Evidence is mounting that more efficient IT infrastructure is key to ensuring a company’s data center can provide the compute power needed for growing and emerging workloads, while ensuring the data center’s footprint doesn’t grow exponentially.

That’s because an exponential increase in data processing capabilities for business insights is leading to more demanding applications, particularly with AI and machine learning. Without more efficient infrastructure, this can only lead to more servers. That means more power, requiring more cooling — leading to increased costs.

At the same time, this growing business cost is coming under intense scrutiny as commercial energy prices are soaring worldwide, reaching record levels in the EU, for example.

Data center energy efficiency looks to be an opportunity for IT leaders to drive handsome gains.

But here’s the good news. With rising energy costs and growing demand for computing resources, driving data center energy efficiency looks to be an opportunity for IT leaders to drive handsome gains on multiple strategically important issues for their enterprises.

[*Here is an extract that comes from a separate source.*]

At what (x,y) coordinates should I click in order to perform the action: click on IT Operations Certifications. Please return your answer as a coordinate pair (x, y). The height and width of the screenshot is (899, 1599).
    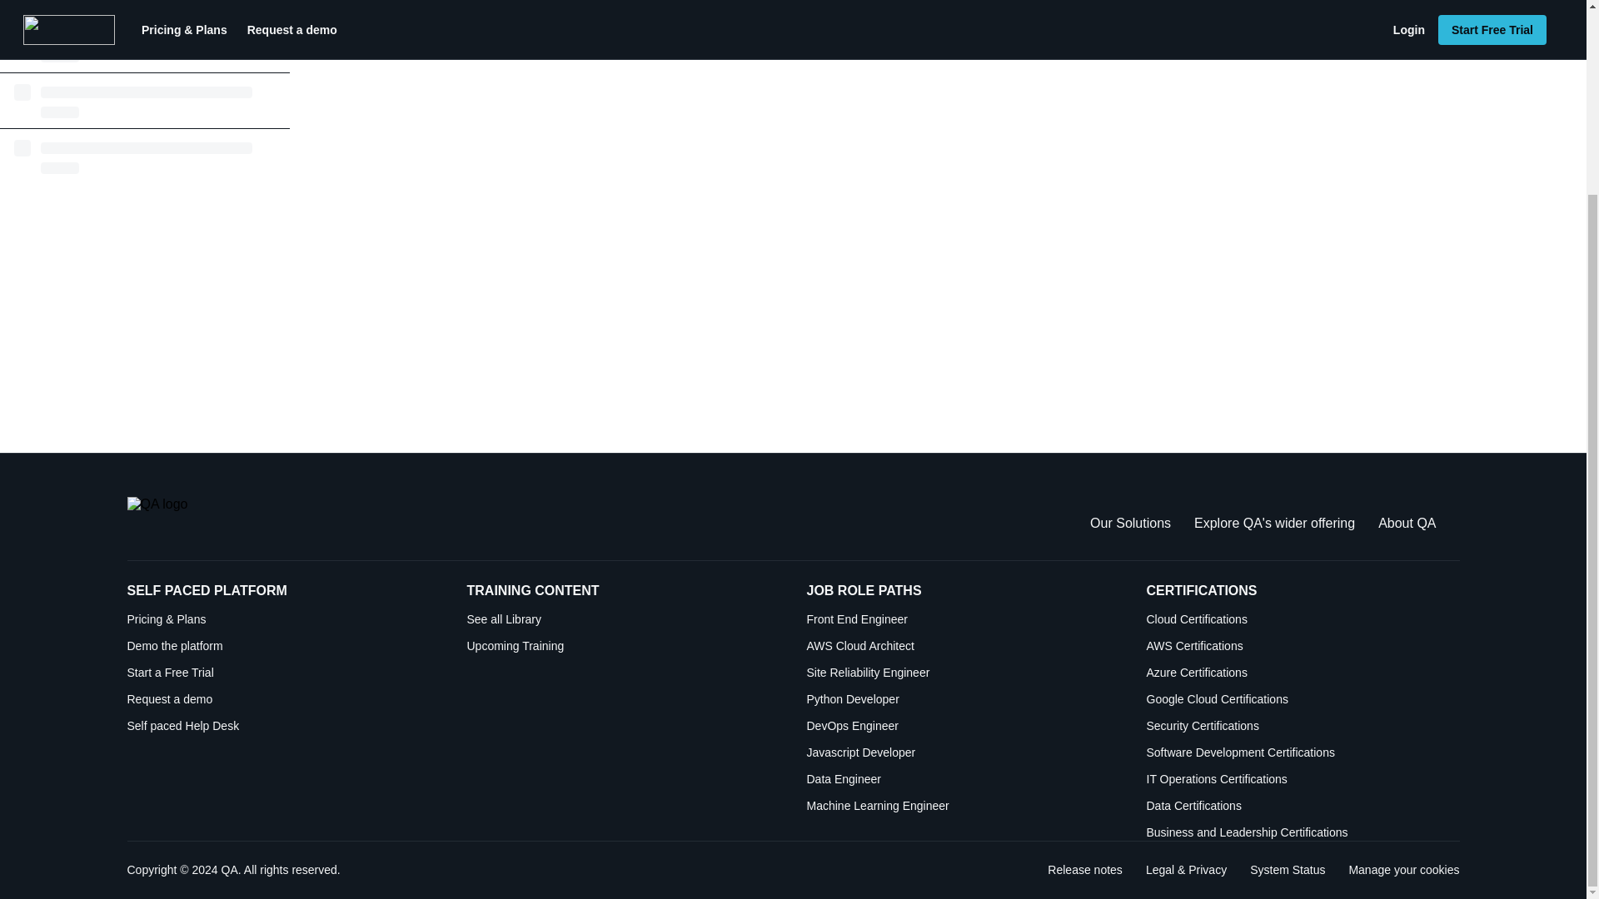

An urgent challenge — and huge opportunity

A look at the numbers exposes the scale of the challenge, the urgency of finding a solution — and the size of the opportunity.

Data centers are estimated to consume 2% of electricity in the U.S. and around 1% of all electricity globally. It’s a similar story in Europe, where data center energy use in 2025 is forecast to be 21% above 2018 levels.

It’s vital then that IT leaders add energy efficiency to their data center modernization and refresh criteria, alongside the usual requirements of high performance, robust security, and ample flexibility.

The key to data center energy efficiency

To really move the needle on data center energy efficiency, and unlock badly needed cost savings, organizations at the limit of their data center footprints and power capacities can drastically consolidate rack space by replacing legacy servers with servers powered by the latest processors.

The latest generations of server processors are designed for performance and energy efficiency. This allows organizations to reduce their server footprint — a major driver of energy consumption — while maintaining the performance required to keep up with enterprise compute demands.

With a core infrastructure based on the latest server processors, businesses can take real action with measurable results.

With a core infrastructure based on the latest server processors, businesses can take real action with measurable results, scoring big energy consumption reductions at the lowest cost.

This makes it imperative that leaders look at upgrading their IT infrastructures now. For example, consider an IT leader looking to upgrade from Intel Xeon Gold 6143, a ‘Skylake’ processor first released in 2017, to 4th Gen AMD EPYC™ 9334 processors. An organization could use up to 73% fewer servers, 70% fewer racks, and 65% less power.1 This reduction in data center footprint and energy costs can have a direct impact on data center efficiency, for energy, cost, and flexibility.

Customers who are choosing to modernize now are already seeing the benefits. Finland’s Nokia, which provides cloud-based networking services and server solutions for communications services providers, is one example of upgrading enterprise data center with more efficient processors to generate energy efficiency savings.

Nokia expects to reduce server energy by up to 40%.

At the top line, Nokia expects to reduce server energy consumption by up to 40% with AMD EPYCTM processors.

“AMD EPYC processors and Nokia’s cloud-native Core software are helping CSPs shrink the carbon footprint of their networks,” says Fran Heeran, senior vice president and head of core networks, cloud and network services, at Nokia. “This is critical as advanced 5G service rollout accelerates, with the associated implications for new demands on energy consumption and our continued innovation push to minimize the impact of those demands.”

A strong hand

As performance demands continue to grow, having the right processors in place for enterprise servers matters more than ever, whether for new deployments or refreshing servers already in the data center.

That adds up to a strong hand, should enterprise IT leaders wish to play it.

Ravi Kuppuswamy is AMD’s corporate vice president for the Server Solutions Group.